"97% of teams are actively using AI coding assistants, but just 30% have a fully governed approach to oversight."
That summary — drawn from an independent survey of 831 software engineers and DevOps professionals conducted by UserEvidence for Black Duck in March 2026 — encapsulates a sharp dissonance. Adoption of AI coding tools is nearly universal, yet formal controls and oversight lag, and the gap is already shaping where work gets done and where risk accumulates.
Near-universal adoption, concentrated toolset
The survey found 97% of teams actively using AI coding assistants. Usage is concentrated around a few products: GitHub Copilot is used by 83% of teams and Claude Code by 63%, and most teams run more than one assistant. Those figures show the tools are now a standard part of many development toolchains even as governance remains uneven.
Measured gains — eight hours a week and faster releases
Teams reported tangible productivity returns. Ninety-two percent credited the assistants with faster, more productive releases, and respondents said the tools hand developers back an average of eight hours each week. Those are meaningful efficiency signals, and they explain why near-universal adoption has taken hold so quickly.
Downstream friction: code review, security testing and rework
The gains come with a catch: nine in ten teams encountered problems with AI-generated code somewhere in their workflow. Most of the friction lands after code is written — manual code review was cited by 52% of teams, security testing by 51%, reworking generated code by 48%, and iterating on prompts by 41%.
Where teams reported that AI-written code had surged by more than half, 57% named security testing and vulnerability fixing as the worst bottleneck. As Diana Kelley, CISO at Noma Security, put it: "faster code is not the same thing as safer code," warning that developer time is shifting toward validating and securing what AI produces.
Governed teams pull ahead — and many teams lack basic policies
Formal governance appears to deliver outsized returns. Where AI use is fully governed, 90% of teams reported a major efficiency gain — compared with 58% overall and 44% among teams without full governance. Yet a quarter of respondents said they have no defined AI coding policy at all.
Automated tracking of AI-generated code was flagged as extremely important by 68% of teams, but implementation is inconsistent: many teams still mark AI-produced work by hand in pull-request comments. Ram Varadarajan, CEO of Acalvio, framed the shift bluntly: "AI coding assistants are no longer the challenge; governance is," adding that AI-generated code should be treated as a new supply-chain risk and fenced in by policy, secure-coding standards and human review.
What security teams, engineering leaders, and developers and DevOps will watch
- Technologists and security teams: Security unease is widespread — 64% said they are moderately or extremely concerned that assistants will introduce security defects, and the heaviest users are the most worried.
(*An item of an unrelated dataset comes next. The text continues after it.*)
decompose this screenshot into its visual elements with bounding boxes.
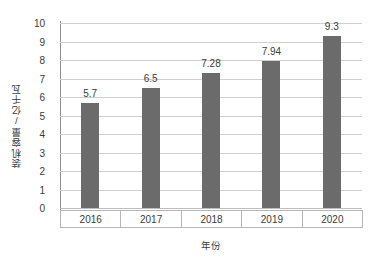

Most respondents want automated help: 86% think an AI agent or model should vet AI-written code, 56% want a dedicated AI security agent, and 84% want to retain a human in the loop through pull requests or in-editor suggestions. Nicole Carignan, field CISO at Darktrace, warned that generated code can hide weak authentication, exposed secrets or over-permissioned APIs and often pulls in opaque external dependencies.
- Engineering leaders and procurement: The data give a clear operational lever: teams that formalize oversight report larger efficiency gains. With a quarter of organizations lacking any AI coding policy and many teams resorting to manual flagging, leaders will need to decide whether to invest in automated tracking, policy, and secure-coding standards to capture the productivity upside without increasing downstream cost.
- Developers and DevOps: Developers are already reclaiming time — eight hours a week on average — but that time is being diverted in many cases to review, rework and security testing. Black Duck argues teams that learn to "operationalize AI" — through guardrails and shared standards — will avoid seeing efficiency gains leak away into QA, DevOps and AppSec.
The numbers point to a clear inflection: AI coding assistants have moved from novelty to near-universal tool, but the real test is governance. With 97% adoption and only 30% of teams fully governed, the firms that embed automated tracking, secure-coding standards and human review into their workflows are already reporting far better results — 90% major efficiency gains — while those that do not risk moving effort downstream into review and remediation. Will teams turn those recovered eight hours per developer into stronger guardrails or let the work shift into QA and security? The survey leaves that choice squarely in the hands of engineering and security leaders.